1. T. Borden and A. Akhtar, “The Coronavirus Outbreak Has Triggered Unprecedented Mass Layoffs and Furloughs. Here Are the Major Companies That Have Announced They Are Downsizing Their Workforces,” Business Insider, May 28, 2020, www.businessinsider.com; and A. Kalev, “How You Downsize Is Who You Downsize: Biased Formalization, Accountability, and Managerial Diversity,” American Sociological Review 79, no. 1 (February 2014): 109-135.

2. S. Kaplan, “The 360° Corporation: From Stakeholder Trade-Offs to Transformation” (Stanford, California: Stanford University Press, 2019). Many of the examples in this article are drawn from research I did while writing this book.

3. E. Hinchliffe, “The Number of Female CEOs in the Fortune 500 Hits an All-Time Record,” Fortune, May 18, 2020, https://fortune.com; and P. Wahba, “The Number of Black CEOs in the Fortune 500 Remains Very Low,” Fortune, June 1, 2020, https://fortune.com.

4. K. Clark, “U.S. VC Investment in Female Founders Hits All-Time High,” TechCrunch, Dec. 9, 2019, https://techcrunch.com.

5. Note that these kinds of changes require constant vigilance; more recently, protests against factory conditions signaled new challenges. See M. Bain, “Nike Is Facing a New Wave of Anti-Sweatshop Protests,” Quartz, Aug. 1, 2017, https://qz.com.

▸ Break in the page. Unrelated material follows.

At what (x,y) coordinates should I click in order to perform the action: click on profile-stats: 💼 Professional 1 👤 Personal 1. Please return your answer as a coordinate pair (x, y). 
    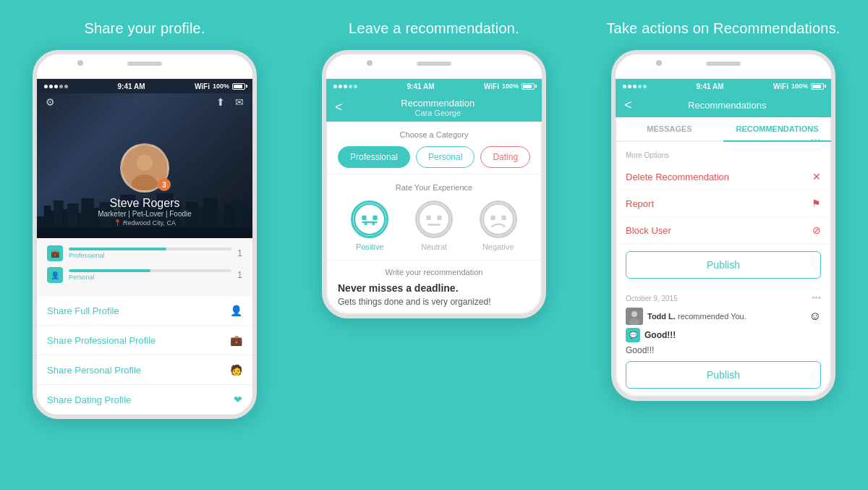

6.Global Sustainable Investment Review 2018,” Global Sustainable Investment Alliance, 2018, www.gsi-alliance.org.

7. C. Flammer, “Does Corporate Social Responsibility Lead to Superior Financial Performance? A Regression Discontinuity Approach,” Management Science 61, no. 11 (November 2015): 2549-2568; and R.G. Eccles, I. Ioannou, and G. Serafeim, “The Impact of Corporate Sustainability on Organizational Processes and Performance,” Management Science 60, no. 11 (November 2014): 2835-2857.